Specifically, we propose a Positive-Negative Tree-structured memory to chronologically store and maintain positive and negative target samples.
Our core idea is to use the support samples of positive and negative target categories to establish a relative distance-based criterion for a reliable assessment of target loss.
arXiv Detail & Related papers (2024-03-28T08:54:40Z) - Tracking the risk of a deployed model and detecting harmful distribution
shifts [105.27463615756733]
In practice, it may make sense to ignore benign shifts, under which the performance of a deployed model does not degrade substantially.

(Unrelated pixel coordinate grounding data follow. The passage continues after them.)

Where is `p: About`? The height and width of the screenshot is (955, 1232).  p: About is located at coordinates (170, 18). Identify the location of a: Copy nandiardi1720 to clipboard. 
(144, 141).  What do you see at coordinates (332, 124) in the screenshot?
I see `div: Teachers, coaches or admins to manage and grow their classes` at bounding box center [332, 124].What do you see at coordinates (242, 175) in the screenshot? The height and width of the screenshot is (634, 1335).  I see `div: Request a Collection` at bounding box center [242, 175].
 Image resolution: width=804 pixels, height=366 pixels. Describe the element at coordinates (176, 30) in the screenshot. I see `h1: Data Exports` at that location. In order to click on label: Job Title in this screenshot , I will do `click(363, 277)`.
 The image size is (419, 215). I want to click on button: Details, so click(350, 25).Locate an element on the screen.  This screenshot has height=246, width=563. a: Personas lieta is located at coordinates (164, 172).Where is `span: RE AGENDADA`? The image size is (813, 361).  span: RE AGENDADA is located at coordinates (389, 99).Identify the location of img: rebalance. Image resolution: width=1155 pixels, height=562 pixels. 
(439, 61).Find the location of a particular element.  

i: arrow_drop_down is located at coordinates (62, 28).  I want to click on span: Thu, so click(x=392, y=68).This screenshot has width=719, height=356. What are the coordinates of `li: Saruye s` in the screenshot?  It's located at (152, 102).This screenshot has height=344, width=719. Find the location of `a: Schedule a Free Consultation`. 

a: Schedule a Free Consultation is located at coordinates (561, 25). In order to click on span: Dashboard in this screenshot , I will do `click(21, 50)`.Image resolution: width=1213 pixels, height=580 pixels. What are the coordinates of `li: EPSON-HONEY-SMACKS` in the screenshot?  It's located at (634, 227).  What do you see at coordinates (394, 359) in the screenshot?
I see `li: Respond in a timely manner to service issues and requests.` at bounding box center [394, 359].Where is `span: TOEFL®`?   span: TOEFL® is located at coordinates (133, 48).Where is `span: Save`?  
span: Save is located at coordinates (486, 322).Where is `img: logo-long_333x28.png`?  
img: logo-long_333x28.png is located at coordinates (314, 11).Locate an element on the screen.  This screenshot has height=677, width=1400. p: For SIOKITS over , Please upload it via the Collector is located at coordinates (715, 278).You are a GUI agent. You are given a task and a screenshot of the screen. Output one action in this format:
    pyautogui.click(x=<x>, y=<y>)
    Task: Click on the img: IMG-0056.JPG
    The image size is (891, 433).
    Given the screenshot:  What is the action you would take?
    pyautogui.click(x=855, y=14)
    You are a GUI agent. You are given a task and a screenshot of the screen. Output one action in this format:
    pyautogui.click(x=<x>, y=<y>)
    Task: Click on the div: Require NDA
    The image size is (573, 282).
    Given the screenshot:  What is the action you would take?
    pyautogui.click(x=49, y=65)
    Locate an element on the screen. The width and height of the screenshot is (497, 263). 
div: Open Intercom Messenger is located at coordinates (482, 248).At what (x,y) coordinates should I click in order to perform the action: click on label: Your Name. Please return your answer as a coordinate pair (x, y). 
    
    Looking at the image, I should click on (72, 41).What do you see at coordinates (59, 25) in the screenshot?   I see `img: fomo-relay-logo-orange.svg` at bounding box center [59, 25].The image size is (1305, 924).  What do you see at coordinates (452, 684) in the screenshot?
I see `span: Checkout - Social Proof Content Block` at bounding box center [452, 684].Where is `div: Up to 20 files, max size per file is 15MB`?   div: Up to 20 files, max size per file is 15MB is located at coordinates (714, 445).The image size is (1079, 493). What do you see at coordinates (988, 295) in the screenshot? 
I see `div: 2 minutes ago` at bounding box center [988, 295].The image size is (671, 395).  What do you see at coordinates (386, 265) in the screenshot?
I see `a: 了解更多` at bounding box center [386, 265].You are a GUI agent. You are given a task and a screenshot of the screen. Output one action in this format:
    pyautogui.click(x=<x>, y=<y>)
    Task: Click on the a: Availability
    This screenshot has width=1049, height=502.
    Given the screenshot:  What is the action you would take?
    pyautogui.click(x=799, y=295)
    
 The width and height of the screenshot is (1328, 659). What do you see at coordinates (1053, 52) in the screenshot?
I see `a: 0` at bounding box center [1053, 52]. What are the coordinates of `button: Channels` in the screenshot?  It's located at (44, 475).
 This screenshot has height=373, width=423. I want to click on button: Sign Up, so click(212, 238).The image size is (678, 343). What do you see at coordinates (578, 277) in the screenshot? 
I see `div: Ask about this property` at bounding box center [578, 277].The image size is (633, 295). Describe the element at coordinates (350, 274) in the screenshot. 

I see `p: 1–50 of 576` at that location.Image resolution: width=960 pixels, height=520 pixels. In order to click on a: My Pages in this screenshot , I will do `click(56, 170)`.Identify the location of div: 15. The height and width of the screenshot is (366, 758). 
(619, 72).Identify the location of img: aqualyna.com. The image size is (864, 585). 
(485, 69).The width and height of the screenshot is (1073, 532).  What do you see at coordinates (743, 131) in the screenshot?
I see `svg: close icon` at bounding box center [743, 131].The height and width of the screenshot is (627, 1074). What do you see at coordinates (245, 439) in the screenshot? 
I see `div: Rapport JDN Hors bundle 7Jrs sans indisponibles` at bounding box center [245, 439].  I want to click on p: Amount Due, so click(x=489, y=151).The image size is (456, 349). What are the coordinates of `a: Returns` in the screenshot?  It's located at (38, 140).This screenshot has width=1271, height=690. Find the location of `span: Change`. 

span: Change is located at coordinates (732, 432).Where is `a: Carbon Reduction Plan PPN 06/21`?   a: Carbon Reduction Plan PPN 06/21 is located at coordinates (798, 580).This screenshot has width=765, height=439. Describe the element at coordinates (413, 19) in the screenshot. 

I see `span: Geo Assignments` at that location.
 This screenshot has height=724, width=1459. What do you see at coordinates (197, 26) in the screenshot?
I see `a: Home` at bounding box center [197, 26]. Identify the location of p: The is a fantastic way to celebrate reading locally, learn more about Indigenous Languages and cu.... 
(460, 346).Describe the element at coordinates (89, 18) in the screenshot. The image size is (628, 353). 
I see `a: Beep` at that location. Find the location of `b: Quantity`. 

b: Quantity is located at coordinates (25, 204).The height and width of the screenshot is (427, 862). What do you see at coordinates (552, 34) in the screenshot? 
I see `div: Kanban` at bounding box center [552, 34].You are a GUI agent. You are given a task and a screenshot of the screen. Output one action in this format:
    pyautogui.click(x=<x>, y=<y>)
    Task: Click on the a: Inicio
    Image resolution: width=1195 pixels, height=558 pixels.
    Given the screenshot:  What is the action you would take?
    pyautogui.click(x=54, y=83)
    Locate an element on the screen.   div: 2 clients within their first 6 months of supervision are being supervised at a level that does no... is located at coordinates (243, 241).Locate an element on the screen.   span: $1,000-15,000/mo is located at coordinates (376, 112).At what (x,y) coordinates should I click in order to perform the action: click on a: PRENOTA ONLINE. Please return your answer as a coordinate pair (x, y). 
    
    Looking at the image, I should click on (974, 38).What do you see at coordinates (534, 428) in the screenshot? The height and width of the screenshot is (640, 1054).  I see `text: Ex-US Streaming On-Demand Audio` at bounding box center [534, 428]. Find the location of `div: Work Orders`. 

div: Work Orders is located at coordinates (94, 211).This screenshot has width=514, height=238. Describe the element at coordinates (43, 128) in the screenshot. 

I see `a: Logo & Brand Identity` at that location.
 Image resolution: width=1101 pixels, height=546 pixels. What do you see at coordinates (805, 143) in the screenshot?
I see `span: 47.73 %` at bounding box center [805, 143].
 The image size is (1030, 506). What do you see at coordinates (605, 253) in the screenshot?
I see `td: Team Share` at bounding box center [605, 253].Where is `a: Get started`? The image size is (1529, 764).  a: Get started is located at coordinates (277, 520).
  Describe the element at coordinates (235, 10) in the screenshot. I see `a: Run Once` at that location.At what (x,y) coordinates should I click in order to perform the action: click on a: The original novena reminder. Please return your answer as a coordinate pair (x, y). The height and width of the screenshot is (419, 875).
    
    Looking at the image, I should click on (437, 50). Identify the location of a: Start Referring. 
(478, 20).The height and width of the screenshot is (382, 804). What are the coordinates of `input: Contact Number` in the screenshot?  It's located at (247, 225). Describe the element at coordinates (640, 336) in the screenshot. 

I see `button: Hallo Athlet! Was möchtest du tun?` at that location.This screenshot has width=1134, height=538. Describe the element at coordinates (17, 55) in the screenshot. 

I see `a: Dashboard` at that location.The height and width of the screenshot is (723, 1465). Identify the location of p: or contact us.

We argue that a sensible method for firing off a warning has to both (a) detect harmful shifts while ignoring benign ones, and (b) allow continuous monitoring of model performance without increasing the false alarm rate.
arXiv Detail & Related papers (2021-10-12T17:21:41Z) - Unsupervised Deep Representation Learning for Real-Time Tracking [137.69689503237893]
We propose an unsupervised learning method for visual tracking.
The motivation of our unsupervised learning is that a robust tracker should be effective in bidirectional tracking.
We build our framework on a Siamese correlation filter network, and propose a multi-frame validation scheme and a cost-sensitive loss to facilitate unsupervised learning.
arXiv Detail & Related papers (2020-07-22T08:23:12Z) - AFAT: Adaptive Failure-Aware Tracker for Robust Visual Object Tracking [46.82222972389531]
Siamese approaches have achieved promising performance in visual object tracking recently.
Siamese paradigm uses one-shot learning to model the online tracking task, which impedes online adaptation in the tracking process.
We propose a failure-aware system, based on convolutional and LSTM modules in the decision stage, enabling online reporting of potential tracking failures.
arXiv Detail & Related papers (2020-05-27T23:21:12Z) - Training-free Monocular 3D Event Detection System for Traffic
Surveillance [93.65240041833319]
Existing event detection systems are mostly learning-based and have achieved convincing performance when a large amount of training data is available.
In real-world scenarios, collecting sufficient labeled training data is expensive and sometimes impossible.
We propose a training-free monocular 3D event detection system for traffic surveillance.
arXiv Detail & Related papers (2020-02-01T04:42:57Z) - Confidence Trigger Detection: Accelerating Real-time Tracking-by-detection Systems [1.6037469030022993]
Confidence-Triggered Detection (CTD) is an innovative approach that strategically bypasses object detection for frames closely resembling intermediate states.
CTD not only enhances tracking speed but also preserves accuracy, surpassing existing tracking algorithms.
Our experiments underscore the robustness and versatility of the CTD framework, demonstrating its potential to enable real-time tracking in resource-constrained environments.
arXiv Detail & Related papers (2019-02-02T01:52:53Z)
This list is automatically generated from the titles and abstracts of the papers in this site.
This site does not guarantee the quality of this site (including all information) and is not responsible for any consequences.